Feeling the glow. Sahara Benelux, consummate showmakers
These things aren’t fixed. Sometimes a showmaker finds themselves in the spotlight, center stage and in full view. And what do they do when the attention turns to them? They do what Sahara Benelux did. They put on a show.
GLOW Eindhoven
AV distributor Sahara Benelux has been involved with GLOW Eindhoven, an annual light art exhibition in the city of Eindhoven, Netherlands, since 2017, working their magic in the background and enabling light artists to turn this into one of Europe’s most impressive light festivals. As Ronald Ramakers, director of GLOW, explains, “2021 GLOW Festival Eindhoven was bigger than ever with about 35 light artists from home and abroad creating some of the most inspiring and innovative light exhibits ever seen at this show.”
As in the past, Sahara had expected to provide equipment and technical know-how, then sit in the shadows and enjoy the show.
Except this time, Sahara’s very own building, their warehouse, was chosen for a projection mapping extravaganza. There would be nowhere to hide, not this time. But what a building to pick, for Sahara Benelux is based in the old Philips Light Bulb Factory, an architectural masterpiece that’s been redeveloped as part of Eindhoven’s hi-tech sector. Sahara may not be the only tenants, but they’re possibly the only ones with illumination in their DNA, just like the original occupants.
50,000 bricks
And the artist was a local too, Dirk van Poppel could simply nip down for briefings, and if Sahara Benelux needed measurements, they’d merely step outside. This job, if not easy, was certainly going to be convenient. Certainly, a lot more so than one of the GLOW projects they had that year at the church known as Domus Dela. Here French artist Yann Nguema had painstakingly drawn every stone—all 50,000 of them—so his projections would blend perfectly with reality.
But working so close to home is not for the timid. For a start, Dirk van Poppel’s plan was to turn the entire Philips Light Bulb Factory into a diorama with projection mapping on all 4 sides so the audience could walk around it at will. What’s more, there were plans for a virtual reality app that GLOW festival goers could use to scan a QR code on their smartphones and be taken inside the building and inside the content. Undaunted, the shy retiring folks at Sahara Benelux did what any self-respecting AV professional would do. They put on their best Zoom smiles and, with a little help from Christie® Germany, put on a show that Eindhoven would never forget.
So when daylight dimmed and the crowds gathered outside Sahara Benelux’s warehouse and the Domus Dela Cathedral, the audience saw nothing but an exceptional example of what the AV industry does best: a melding of technology and art that transformed a familiar landmark into something new and magical. And somewhere, comfortably exhausted in the shadows, were the team that created the show. Pleased that their own warehouse was magnificently center stage, but happy to be anonymous once again. Check out the video.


Task statement. The listing below must be returned in full and unchanged, without the images it carries.
···
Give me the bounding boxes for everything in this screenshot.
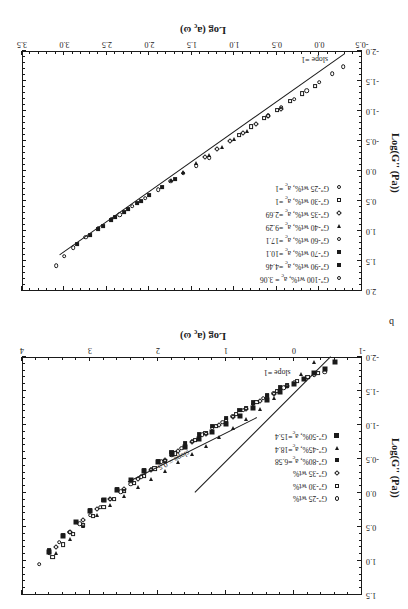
- panel-letter-b: b: [389, 317, 394, 328]
- marker-filled-square-big: [88, 508, 93, 513]
- legend-marker-open-square: [332, 195, 346, 204]
- marker-open-circle: [335, 496, 339, 500]
- x-tick: [157, 357, 158, 362]
- y-minor-tick: [22, 499, 25, 500]
- x-minor-tick: [81, 288, 82, 291]
- x-minor-tick: [132, 288, 133, 291]
- y-minor-tick: [359, 62, 362, 63]
- y-minor-tick: [22, 444, 25, 445]
- y-minor-tick: [22, 370, 25, 371]
- x-minor-tick: [347, 357, 348, 360]
- x-tick: [89, 591, 90, 596]
- y-minor-tick: [359, 116, 362, 117]
- y-minor-tick: [22, 404, 25, 405]
- x-minor-tick: [200, 288, 201, 291]
- x-tick: [149, 287, 150, 292]
- y-tick: [358, 260, 363, 261]
- y-tick: [22, 200, 27, 201]
- x-tick: [191, 287, 192, 292]
- y-tick: [358, 290, 363, 291]
- marker-filled-square-big: [60, 533, 65, 538]
- marker-filled-triangle: [68, 537, 72, 541]
- y-axis-title-b: Log(G'' (Pa)): [390, 438, 401, 498]
- y-minor-tick: [22, 104, 25, 105]
- x-minor-tick: [344, 288, 345, 291]
- x-minor-tick: [285, 51, 286, 54]
- x-minor-tick: [174, 288, 175, 291]
- x-tick: [361, 51, 362, 56]
- y-minor-tick: [359, 417, 362, 418]
- x-axis-title-a-main: Log (a: [197, 25, 226, 36]
- y-minor-tick: [359, 56, 362, 57]
- y-minor-tick: [22, 254, 25, 255]
- y-minor-tick: [22, 92, 25, 93]
- x-tick-label: 1: [224, 346, 228, 354]
- legend-item: G''-90 wt%, ac =4.46: [266, 260, 346, 270]
- y-minor-tick: [359, 587, 362, 588]
- y-minor-tick: [359, 194, 362, 195]
- y-minor-tick: [22, 519, 25, 520]
- y-minor-tick: [359, 164, 362, 165]
- x-minor-tick: [327, 288, 328, 291]
- marker-filled-square-big: [101, 497, 106, 502]
- x-tick-label: 0.0: [314, 40, 324, 48]
- marker-filled-triangle: [258, 407, 262, 411]
- x-minor-tick: [334, 592, 335, 595]
- y-minor-tick: [359, 218, 362, 219]
- x-minor-tick: [98, 288, 99, 291]
- marker-filled-triangle: [149, 477, 153, 481]
- y-tick: [22, 140, 27, 141]
- y-minor-tick: [22, 284, 25, 285]
- x-minor-tick: [116, 357, 117, 360]
- y-minor-tick: [359, 465, 362, 466]
- legend-item: G''-35 wt%, ac =2.69: [266, 208, 346, 218]
- y-tick-label: 0.5: [366, 523, 388, 531]
- legend-item: G''-40 wt%, ac =9.29: [266, 221, 346, 231]
- y-tick: [22, 594, 27, 595]
- y-tick: [22, 50, 27, 51]
- x-minor-tick: [35, 357, 36, 360]
- x-minor-tick: [75, 592, 76, 595]
- x-minor-tick: [334, 357, 335, 360]
- y-minor-tick: [22, 278, 25, 279]
- x-minor-tick: [200, 51, 201, 54]
- y-minor-tick: [22, 116, 25, 117]
- marker-filled-square: [337, 263, 341, 267]
- y-tick-label: 0.0: [366, 167, 388, 175]
- marker-open-square: [275, 108, 279, 112]
- marker-filled-square: [210, 424, 214, 428]
- x-tick: [276, 287, 277, 292]
- y-minor-tick: [22, 134, 25, 135]
- x-minor-tick: [115, 51, 116, 54]
- legend-marker-open-circle: [330, 494, 344, 503]
- marker-open-square: [262, 116, 266, 120]
- y-minor-tick: [22, 397, 25, 398]
- x-minor-tick: [336, 288, 337, 291]
- marker-open-circle: [305, 88, 309, 92]
- y-minor-tick: [22, 98, 25, 99]
- y-tick: [358, 560, 363, 561]
- x-axis-title-b-sub: c: [194, 328, 197, 337]
- y-minor-tick: [359, 370, 362, 371]
- y-minor-tick: [359, 104, 362, 105]
- marker-filled-square: [238, 408, 242, 412]
- x-tick-label: 2: [156, 346, 160, 354]
- legend-label: G''-80%, ac=6.58: [275, 455, 327, 465]
- y-minor-tick: [22, 587, 25, 588]
- y-minor-tick: [22, 164, 25, 165]
- x-minor-tick: [293, 288, 294, 291]
- y-tick-label: 1.0: [366, 227, 388, 235]
- marker-open-circle: [279, 105, 283, 109]
- marker-open-circle: [266, 114, 270, 118]
- x-tick: [319, 51, 320, 56]
- x-minor-tick: [30, 51, 31, 54]
- y-minor-tick: [359, 98, 362, 99]
- y-tick: [358, 170, 363, 171]
- x-minor-tick: [123, 288, 124, 291]
- marker-filled-triangle: [204, 444, 208, 448]
- x-tick: [157, 591, 158, 596]
- x-minor-tick: [198, 592, 199, 595]
- x-minor-tick: [103, 357, 104, 360]
- y-minor-tick: [359, 188, 362, 189]
- x-tick-label: 3: [88, 346, 92, 354]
···
The completed task.
Give me the bounding boxes for everything in this screenshot.
- panel-letter-b: b: [389, 317, 394, 328]
- marker-filled-square-big: [88, 508, 93, 513]
- legend-marker-open-square: [332, 195, 346, 204]
- marker-open-circle: [335, 496, 339, 500]
- x-tick: [157, 357, 158, 362]
- y-minor-tick: [22, 499, 25, 500]
- x-minor-tick: [81, 288, 82, 291]
- x-minor-tick: [132, 288, 133, 291]
- y-minor-tick: [359, 62, 362, 63]
- y-minor-tick: [22, 444, 25, 445]
- y-minor-tick: [22, 370, 25, 371]
- x-minor-tick: [347, 357, 348, 360]
- x-tick: [89, 591, 90, 596]
- y-minor-tick: [359, 116, 362, 117]
- y-minor-tick: [22, 404, 25, 405]
- x-minor-tick: [200, 288, 201, 291]
- x-tick: [149, 287, 150, 292]
- y-tick: [358, 260, 363, 261]
- y-tick: [22, 200, 27, 201]
- x-tick: [191, 287, 192, 292]
- y-tick: [358, 290, 363, 291]
- marker-filled-square-big: [60, 533, 65, 538]
- marker-filled-triangle: [68, 537, 72, 541]
- y-axis-title-b: Log(G'' (Pa)): [390, 438, 401, 498]
- y-minor-tick: [22, 104, 25, 105]
- x-minor-tick: [344, 288, 345, 291]
- x-minor-tick: [285, 51, 286, 54]
- x-minor-tick: [174, 288, 175, 291]
- x-tick: [361, 51, 362, 56]
- y-minor-tick: [359, 417, 362, 418]
- x-axis-title-a-main: Log (a: [197, 25, 226, 36]
- y-minor-tick: [359, 56, 362, 57]
- y-minor-tick: [22, 254, 25, 255]
- y-minor-tick: [22, 92, 25, 93]
- x-tick-label: 1: [224, 346, 228, 354]
- legend-item: G''-90 wt%, ac =4.46: [266, 260, 346, 270]
- y-minor-tick: [359, 587, 362, 588]
- y-minor-tick: [359, 194, 362, 195]
- y-minor-tick: [22, 519, 25, 520]
- y-minor-tick: [359, 164, 362, 165]
- x-minor-tick: [327, 288, 328, 291]
- marker-filled-square-big: [101, 497, 106, 502]
- x-tick-label: 0.0: [314, 40, 324, 48]
- marker-filled-triangle: [258, 407, 262, 411]
- x-minor-tick: [334, 592, 335, 595]
- y-minor-tick: [359, 218, 362, 219]
- x-minor-tick: [98, 288, 99, 291]
- marker-filled-triangle: [149, 477, 153, 481]
- y-tick: [22, 140, 27, 141]
- y-minor-tick: [22, 284, 25, 285]
- x-minor-tick: [116, 357, 117, 360]
- y-minor-tick: [359, 465, 362, 466]
- legend-item: G''-35 wt%, ac =2.69: [266, 208, 346, 218]
- y-tick-label: 0.5: [366, 523, 388, 531]
- legend-item: G''-40 wt%, ac =9.29: [266, 221, 346, 231]
- y-tick: [22, 594, 27, 595]
- y-tick: [22, 50, 27, 51]
- x-minor-tick: [35, 357, 36, 360]
- x-minor-tick: [75, 592, 76, 595]
- x-minor-tick: [334, 357, 335, 360]
- y-minor-tick: [22, 278, 25, 279]
- x-minor-tick: [200, 51, 201, 54]
- y-minor-tick: [22, 116, 25, 117]
- marker-filled-square: [337, 263, 341, 267]
- y-tick-label: 0.0: [366, 167, 388, 175]
- marker-open-square: [275, 108, 279, 112]
- marker-filled-square: [210, 424, 214, 428]
- x-tick: [276, 287, 277, 292]
- y-minor-tick: [22, 134, 25, 135]
- x-minor-tick: [115, 51, 116, 54]
- legend-marker-open-circle: [330, 494, 344, 503]
- marker-open-square: [262, 116, 266, 120]
- y-minor-tick: [22, 397, 25, 398]
- x-minor-tick: [336, 288, 337, 291]
- marker-open-circle: [305, 88, 309, 92]
- y-minor-tick: [22, 98, 25, 99]
- y-tick: [358, 560, 363, 561]
- x-axis-title-b-sub: c: [194, 328, 197, 337]
- y-minor-tick: [359, 370, 362, 371]
- y-minor-tick: [359, 104, 362, 105]
- marker-filled-square: [238, 408, 242, 412]
- x-tick-label: 2: [156, 346, 160, 354]
- legend-label: G''-80%, ac=6.58: [275, 455, 327, 465]
- y-minor-tick: [22, 587, 25, 588]
- y-minor-tick: [22, 164, 25, 165]
- x-minor-tick: [293, 288, 294, 291]
- y-tick-label: 1.0: [366, 227, 388, 235]
- marker-open-circle: [279, 105, 283, 109]
- marker-open-circle: [266, 114, 270, 118]
- x-tick: [319, 51, 320, 56]
- x-minor-tick: [30, 51, 31, 54]
- y-minor-tick: [359, 98, 362, 99]
- y-tick: [358, 170, 363, 171]
- x-minor-tick: [123, 288, 124, 291]
- marker-filled-triangle: [204, 444, 208, 448]
- x-tick: [157, 591, 158, 596]
- x-minor-tick: [198, 592, 199, 595]
- x-minor-tick: [103, 357, 104, 360]
- y-minor-tick: [359, 188, 362, 189]
- x-tick-label: 3: [88, 346, 92, 354]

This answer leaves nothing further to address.